Directed by Samar Khan
Rating; *** ½
It takes vision and valour to make a film about the descalating valour and the plummeting morale of the Indian army.
Shaurya is about the Indian army. But it isn't a war film. The battles are all fought in the conflicted karmbhoomi of the individual's conscience.
It's film about the colours of the conscience. But it doesn't get preachy or, God forbid, screechy in telling us the state of the nation as it is.
It's a film about the Indian Muslim's identity. But it steers miraculously cleer of taking sides or becoming hysterically passionate on the subject.
There have been significant films on the isolation of the Indian Muslim as seen through the eyes of a persecuted individual. I can immediately think of John Matthan's Sarfarosh and Raj Kumar Santoshi's Khakee.
In Shaurya Deepak Dobriyal as Javed Khan the Muslim army-man accused of terrorist activities reminds you of Atul Kulkarni in Khakee.
There's even that predictably positioned poignant-by-demand sequence where the accused's mother comes visiting the lawyer's home in the 'dread' of the night. Seema Biswas' cameo as Javed's mother is surprisingly lackluster.
The lady demonstrates unnecessary restrain where a more dramatic pitch for the distraught mother would have carried the theme of persecution and isolation further.
Samar Khan seems exceptionally shy of emotional display. The relationships that grow within Joydeep Sarkar's intricately- plotted courtroom drama seek solace in silences rather than dramatics.
Even the relationship that grows between the frivolous-going-on-troubled hero Major Siddhanth Chowdhary (Rahul Bose) and the doughty journalist (Minissha Lamba) resonates with restrain rather than rhetorical rainclouds.
The buddies Bose and Javed Jaffry, we are told, are inseparable. However that level of camaraderie isn't evident in the material on display.
The cloudbusts are saved up for the entire climactic interlude. The last 45 minutes are so stunningly honest and so brutally free of polished preenings, you wonder if the dormant spirit of the rest of the narrative was meant to beguile us into a misleading state of numbness.
The wake-up call at how a certain section of the government-sponsored agencies look upon the Indian Muslim is hurled into our face with a ferocity venom and impact that leaves us in state of stunned incredulity.
Credit must go to the writer, director and the dialogue writer (Aparna Malhotra) for telling it like it is about the alienation of a community.
More than Rahul Bose who's remarkably in-sync and uniformly vibrant in his laughs-to-glitches character it's Kay Kay Menon as the biased army officer who imbues a compelling credibility to Samar Khan's honourable and brave intentions
. Indeed it would be no exaggeration to say that Shaurya and its theme of the Indian Muslim's selfworth would not have worked without Menon's vital presence.
In the courtroom when he spews shocking venom against the community for 'polluting and poisoning' the country Menon sounds frighteneningly Hitlerian.
The Nazi parallels emerge from the theme with ratifying intensity. Again, we must stress the fact that the director doesn't try to get fashionably polemical in addressing the sensitive issue of communal angst.
Most of the way Samar Khan remains non-judgemental in his treatment of the characters and their blemishes.
The trial-and-arrear of the silently smouldering Muslim is punctuated by bouts of humour between Bose and his screen-friend Javed Jaffry who as we all know after years of film-watching, will cross moral swords in the narration's onward pilgrimage to selfrealization.
From its opening titles when on a wet windy slippery and deceitful army's night out in Srinagar when Javed Khan pulls the trigger on his senior, to the stunning finale when Shah Rukh Khan's voice recites poignant poetry defining valour and courage not as we see it but as the conscience knows it, Shaurya reveals sparks of master storytelling and a penchant for not hiding away from uncomfortable truths.
The director could have easily avoided the limp pockets in the narrative, those tell-tale breathers when the buddies bond, lovers sing and the fringe characters try to geta facefrom the edges.
Forget the humbug. Just watch Shaurya for its compelling and positively gripping insight into the heart and mind of the average Indian who hides his subsconcious biases in the garb of a fashionable liberalism.
The film's army backdrop is authentically captured by Carlos Catalan's panoramic cinematography which captures the feelings and failings of the characters as fluently as the cascading tranquility of the Srinagar backdrop.
The music is weak and not quite what we expect. But who's listening?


-- ASSIGNMENT --
Transcribe each line below verbatim; pictures excluded.

-- RECORDED INFORMATION --

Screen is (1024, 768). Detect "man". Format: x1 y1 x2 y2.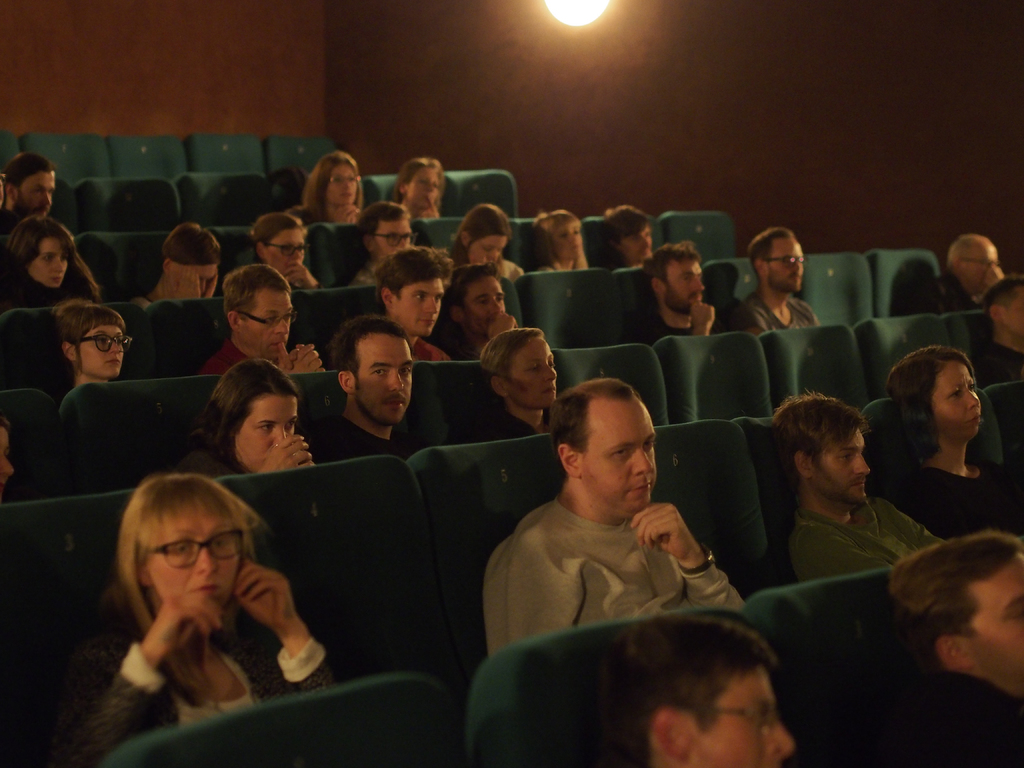
0 152 54 236.
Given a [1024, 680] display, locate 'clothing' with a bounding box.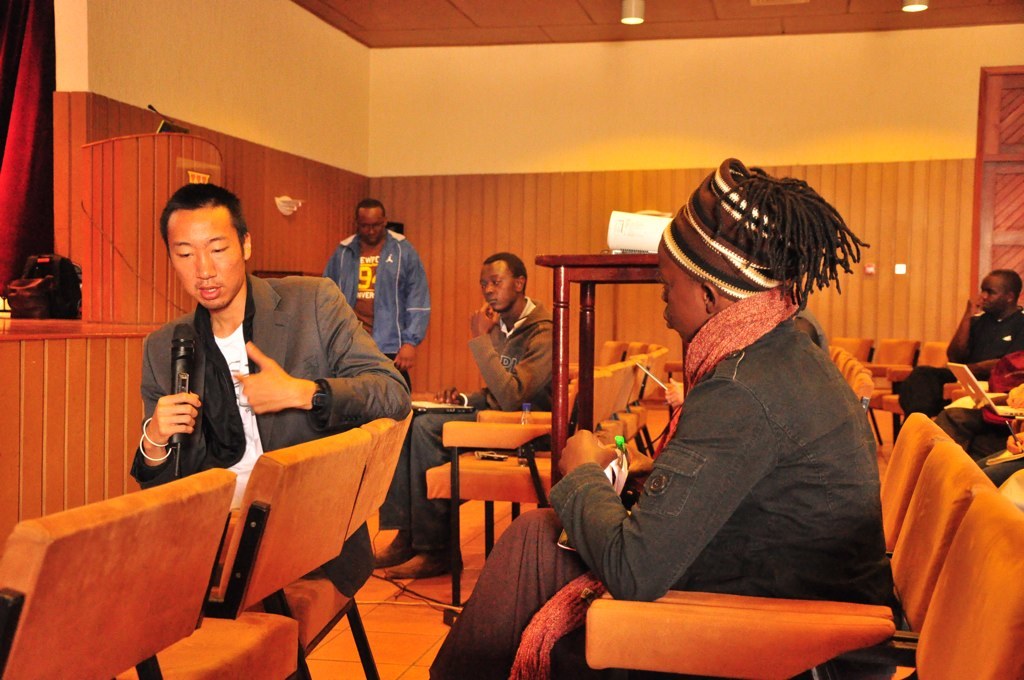
Located: detection(975, 431, 1023, 489).
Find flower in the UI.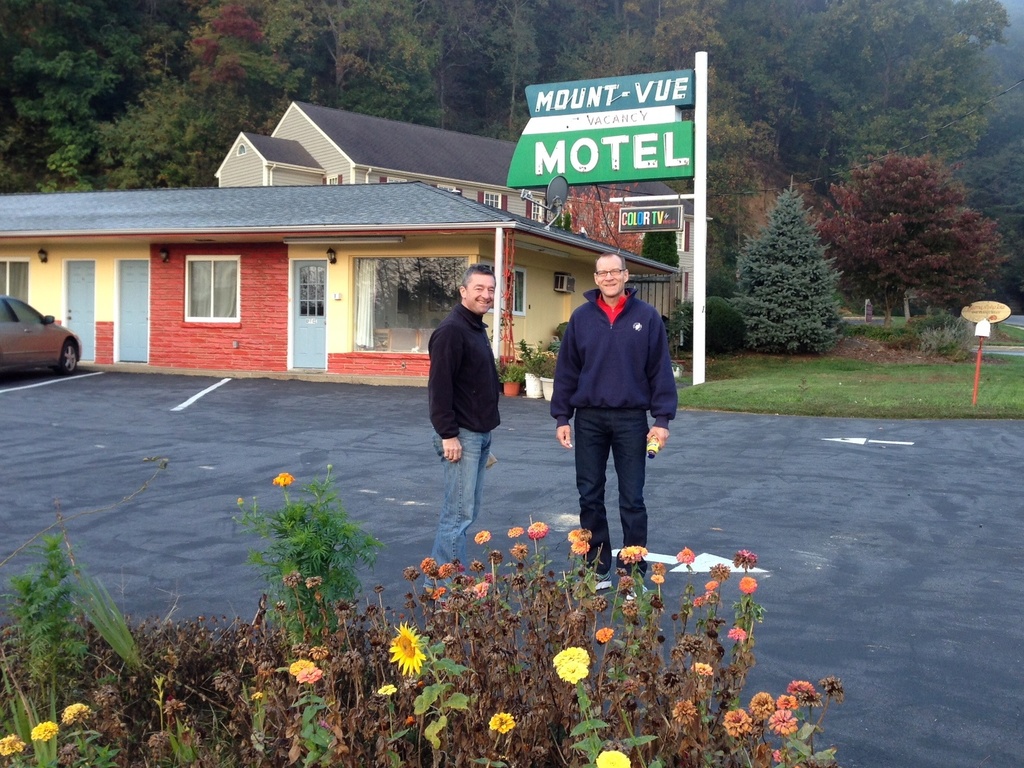
UI element at [x1=748, y1=691, x2=779, y2=721].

-- ANSWER SPACE --
Screen is (1024, 768). Detect "man". Format: x1 y1 x2 y2.
0 152 54 236.
Given a [1024, 680] display, locate 'clothing' with a bounding box.
Located: detection(975, 431, 1023, 489).
Find flower in the UI.
UI element at [x1=748, y1=691, x2=779, y2=721].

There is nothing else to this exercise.